Weeks after the Hiroshima episode, Trump publicly contradicted Gabbard on a separate intelligence matter — an unusual step that drew attention at the time. The Guardian report says these earlier episodes, while individually resolved, form part of a broader pattern of friction that has made Gabbard's position more precarious over time.
Gabbard has, however, also built credits with Trump. The Guardian report specifically notes that she won favor for "producing an official report asserting that Russia had not sought to boost Trump's campaign in 2016 at the expense of Hillary Clinton" — a conclusion that ran counter to congressional investigations at the time but aligned with Trump's longstanding public position on the matter.
The New York Times's March 18 reporting described a more textured picture: Gabbard has been "spending nearly every day at the White House in support of the war in Iran," and her congressional testimony on the nuclear issue had been workshopped with the CIA beforehand — suggesting her public positioning at the hearing reflected, at minimum, a defensible intelligence-community posture rather than freelancing. Whether Trump views it that way is a separate question.

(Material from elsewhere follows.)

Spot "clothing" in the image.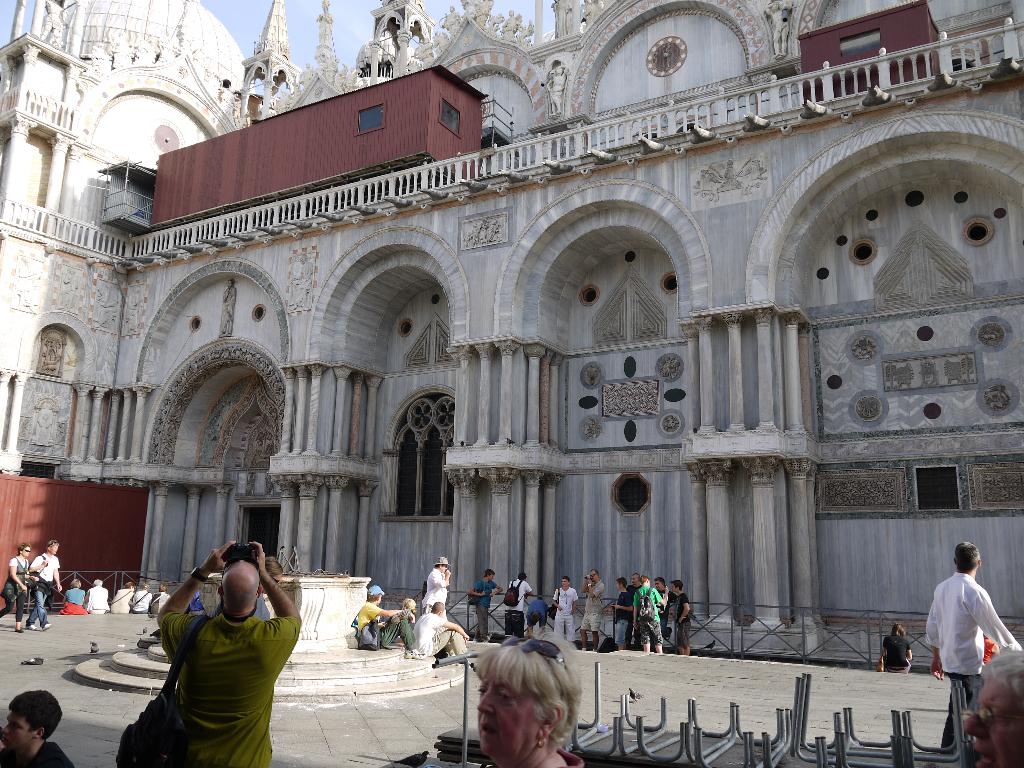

The Intelligence Context: What the DNI Does in Wartime
The Director of National Intelligence, a position created after the September 11, 2001 commission's recommendations, sits atop the 18 agencies that make up the U.S. intelligence community and serves as the president's principal intelligence adviser. At a moment when the United States is engaged in active military operations against Iran — now entering its second month — the DNI's role in producing the President's Daily Brief, coordinating intelligence assessments, and managing inter-agency disputes about targets and threat assessments is directly consequential.
Gabbard told lawmakers at the March 19 hearing that the U.S. intelligence community had "high confidence" about where Iran keeps its stockpile of highly enriched uranium — a significant public statement at a sensitive moment. She declined in the open session to discuss whether the U.S. has the capability to destroy that stockpile, according to Reuters's contemporaneous coverage of the hearing.

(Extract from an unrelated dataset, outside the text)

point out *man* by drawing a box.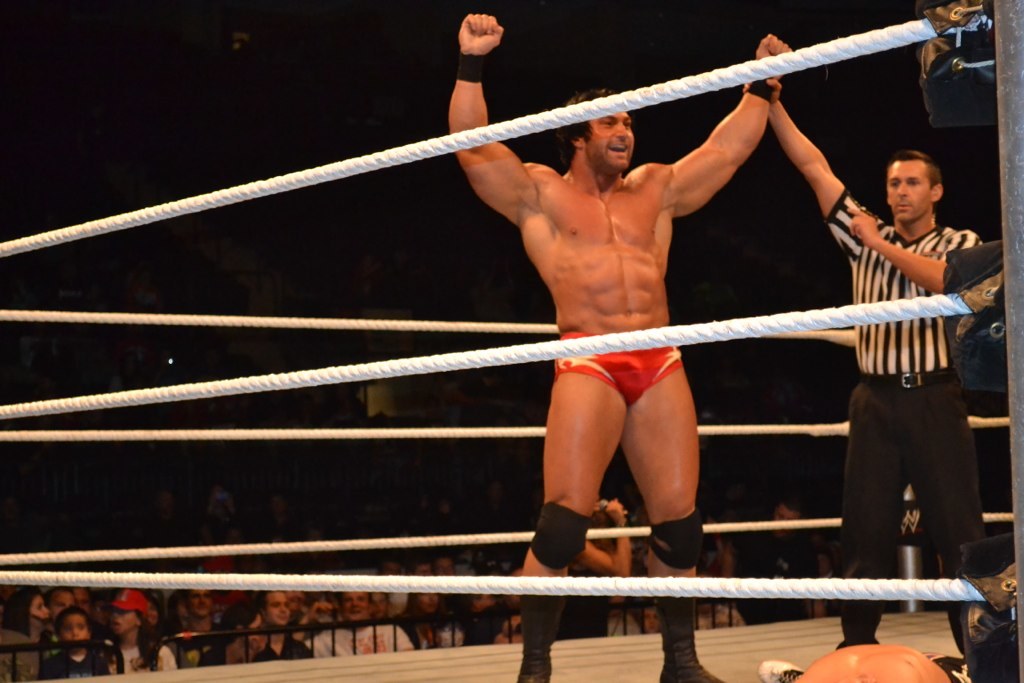
Rect(251, 591, 314, 660).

The internal dispute over how imminent Iran's nuclear threat was — which Kent cited in his resignation and which Axios reported had been a point of internal disagreement within the administration since before the war began — sits at the heart of the Gabbard situation. Trump's stated justification for the war has been, in part, the claim that Iran was close to developing a nuclear weapon. Kent, and apparently Gabbard at the hearing, declined to fully validate that framing — a friction point that is now, according to The Guardian, leading to active consideration of her removal.
What Comes Next
Several factors will shape how this develops. First, the absence of a ready successor limits Trump's options for an immediate change. Second, Gabbard's continued daily presence at the White House in support of the Iran campaign — as described in The Guardian and NYT reporting — reflects an attempt to demonstrate loyalty through action rather than rhetoric. Third, the war itself is the dominant variable: if Trump concludes operations soon, as he has publicly suggested, the internal pressure around Gabbard's Iran-related positioning may ease.
Against that, the adviser-polling is itself a signal that has historically not reversed course in Trump's second term. Of the officials who have been subjected to this process — per the pattern described in The Guardian — none have ultimately survived in their original roles.
Whether Gabbard becomes the next example of that pattern or the first exception may depend on whether anyone credible emerges as a replacement before the Iran war reaches a defined end — and on how much more friction accumulates in the weeks between now and that moment.